The bit of twine was indubitably the same that he had unwound before in his room at the Guilford House, and the cob parted in his fingers exactly as before. On a piece of brown paper that had been part of a tobacco wrapper was scrawled:
This ain’t yore fight, Mr. Ardmore. Wher’s the guvner of North Carolina?
“That’s a new one on me,” laughed Cooke. “You see, they know everything. Mind-reading isn’t in it with them. They know who we are and what we have come for. What’s the point about the governor?”
“Oh, the governor’s all right,” replied Ardmore carelessly. “He wouldn’t bother his head about a little matter like this. The powers reserved to the states by the constitution give a governor plenty of work without acting as policeman of the jungle. That’s the reason I said to Governor Dangerfield, ‘Governor,’ I said, ‘don’t worry about this Appleweight business. Time is heavy on my hands,’ I said. ‘You stay in Raleigh and uphold the dignity of your office, and I will take care of the trouble in Dilwell.’ And you can’t understand, Cooke, how his face brightened at my words. Being the brave man he is, you would naturally expect him to come down here in person and seize these scoundrels with his own hands. I had the hardest time of my life to get him to stay at home. It almost broke his heart not to come.”
And as they retraced their steps to the caboose, it was Ardmore who led, stepping briskly along, and blithely swinging the jug.
CHAPTER X.
PROFESSOR GRISWOLD TAKES THE FIELD.
Barbara and Griswold stopped at the telegraph office on their way back to the executive mansion, and were met with news that the sheriff of Mingo had refused to receive Griswold’s message.
“His private lines of communication with the capital are doubtless well established,” said Griswold, “and Bosworth probably warned him, but it isn’t of great importance. It’s just as well for Appleweight and his friends, high and low, to show their hands.”
When they were again on the veranda, Griswold lingered for a moment with no valid excuse for delay beyond the loveliness of the night and his keen delight in Barbara’s voice and her occasional low laughter, which was so pleasant to hear that he held their talk to a light key, that he might evoke it the more. Professor Griswold’s last flirtation was now so remote that he would have been hard put to say whether the long-departed goddess’s name had been Evelyn or Laura. He had so thoroughly surrendered himself to the exactions of the law that love and marriage held small place in his speculations of the future. He had heard himself called a bachelor professor with the humorous tolerance of one who is pretty sure of himself, and who is not yet reduced to the cynical experiment of peering beneath the top layer of his box of strawberries to find the false bottom. He recalled the slender manuscript volume of verses in his desk at home, and he felt that it would be the easiest thing in the world to write a thousand songs to-night, beside which the soundest brief ever filed in any court would be the silliest of literary twaddle.
“You have done all that could be asked of you, Mr. Griswold, and I cannot permit you to remain longer. Father will certainly be here to-morrow. I assure you that it is not like him to avoid his public obligations. His absence is the most unaccountable thing that ever happened. I have my difficulties here at home, for since my mother’s death I have had the care of my young sisters, and it is not pleasant to have to deceive them.”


Work to complete: All that is needed is each line of the entries holding the word "month", copied as it stands.

--------

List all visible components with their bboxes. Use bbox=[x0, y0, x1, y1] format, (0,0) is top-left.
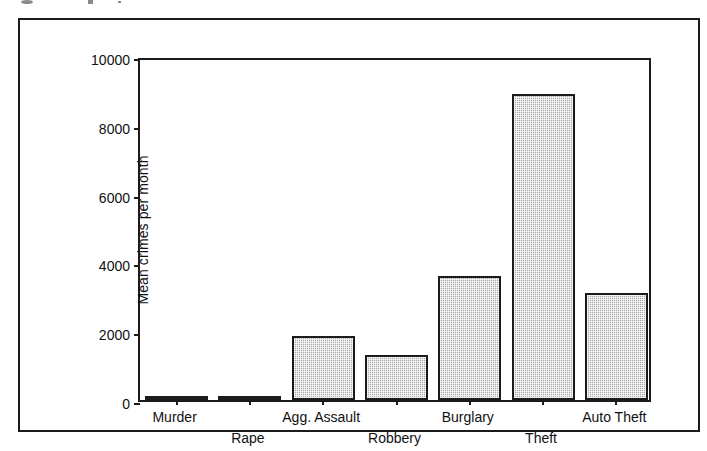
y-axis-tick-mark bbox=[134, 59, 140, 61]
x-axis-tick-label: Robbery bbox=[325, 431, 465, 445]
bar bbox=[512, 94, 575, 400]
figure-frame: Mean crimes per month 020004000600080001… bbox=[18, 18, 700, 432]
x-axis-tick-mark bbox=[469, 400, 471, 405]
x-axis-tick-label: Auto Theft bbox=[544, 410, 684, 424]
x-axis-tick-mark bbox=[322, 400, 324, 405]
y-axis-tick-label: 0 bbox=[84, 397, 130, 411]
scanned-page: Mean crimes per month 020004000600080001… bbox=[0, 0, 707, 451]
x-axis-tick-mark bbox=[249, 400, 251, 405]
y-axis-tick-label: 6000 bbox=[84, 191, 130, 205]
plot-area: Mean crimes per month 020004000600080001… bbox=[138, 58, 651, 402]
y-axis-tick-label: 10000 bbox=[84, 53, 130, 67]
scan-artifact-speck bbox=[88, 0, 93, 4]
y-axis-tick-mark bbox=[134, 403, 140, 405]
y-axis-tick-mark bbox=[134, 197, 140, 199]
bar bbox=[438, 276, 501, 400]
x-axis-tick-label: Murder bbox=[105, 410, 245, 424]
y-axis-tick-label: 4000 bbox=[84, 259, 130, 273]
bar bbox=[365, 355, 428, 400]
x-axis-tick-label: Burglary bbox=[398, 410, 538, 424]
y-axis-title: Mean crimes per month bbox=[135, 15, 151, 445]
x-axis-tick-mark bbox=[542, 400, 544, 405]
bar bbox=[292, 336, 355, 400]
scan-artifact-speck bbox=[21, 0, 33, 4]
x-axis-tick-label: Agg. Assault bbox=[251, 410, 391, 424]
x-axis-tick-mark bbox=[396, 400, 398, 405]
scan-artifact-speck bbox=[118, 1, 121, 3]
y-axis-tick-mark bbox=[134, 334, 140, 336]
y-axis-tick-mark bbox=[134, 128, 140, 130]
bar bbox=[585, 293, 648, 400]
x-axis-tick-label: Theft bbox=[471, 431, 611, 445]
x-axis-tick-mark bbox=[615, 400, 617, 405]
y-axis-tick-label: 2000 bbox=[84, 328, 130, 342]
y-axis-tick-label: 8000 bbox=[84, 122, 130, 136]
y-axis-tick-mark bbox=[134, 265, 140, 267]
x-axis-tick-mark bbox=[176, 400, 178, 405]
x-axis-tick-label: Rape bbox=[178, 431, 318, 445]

--------

Answer area:
figure-frame: Mean crimes per month 020004000600080001… bbox=[18, 18, 700, 432]
scanned-page: Mean crimes per month 020004000600080001… bbox=[0, 0, 707, 451]
plot-area: Mean crimes per month 020004000600080001… bbox=[138, 58, 651, 402]
y-axis-title: Mean crimes per month bbox=[135, 15, 151, 445]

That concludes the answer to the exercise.